StarNet tries to geometrically match every pair of support and query images, matching up regions of arbitrary shape between the two images to the local deformations (accommodating for changes in shape). Training drives the matched regions to correspond to the locations of the class instances present on image pairs that share the same class label, localizing the instances. As they’re localized, StarNet highlights the common image regions, giving insight into how it made its predictions.
In experiments, the researchers used only the class labels for training, validation, and all of the support images, sourcing from data sets including miniImageNet dataset, CIFAR-FS, and FC100, all of which have 100 randomly chosen classes; CUB, which has 11,788 images of birds of 200 species; and ImageNetLOC-FS, which comprises 331 animal categories. They used 2,000 episodes for validation and 1,000 for testing on a single Nvidia K40 graphics card, resulting in running times from 1.15 seconds per batch to 2.2 seconds per batch on average.
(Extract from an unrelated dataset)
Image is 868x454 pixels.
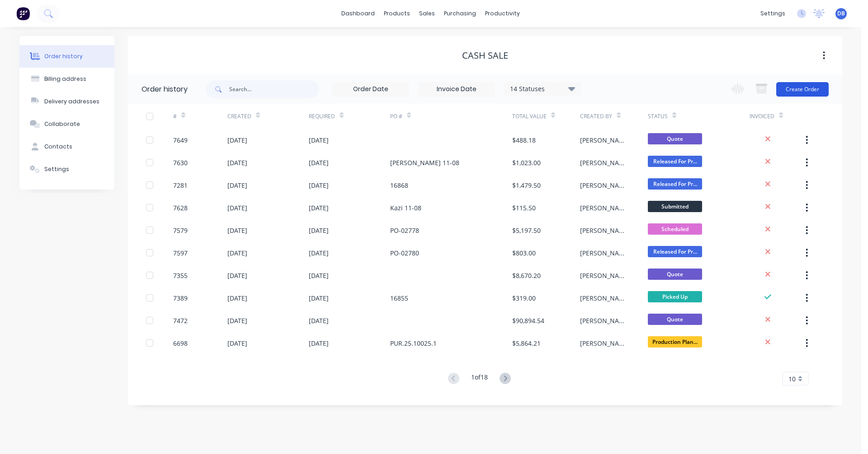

On few-shot classification tasks, StarNet managed to perform up to 5% better than the state-of-the-art baselines. And with respect to weakly supervised few-shot object detection, the model obtained results “higher by a large margin” than results obtained by all compared baselines. The team attributes this strong performance to StarNet’s knack for classifying objects through localization.
“Future work directions include extending StarNet towards efficient end-to-end differentiable multi-scale processing for better handling very small and very large objects; iterative refinement utilizing StarNet’s locations predictions made during training; and applying StarNet for other applications requiring accurate localization using only a few examples, such as visual tracking.”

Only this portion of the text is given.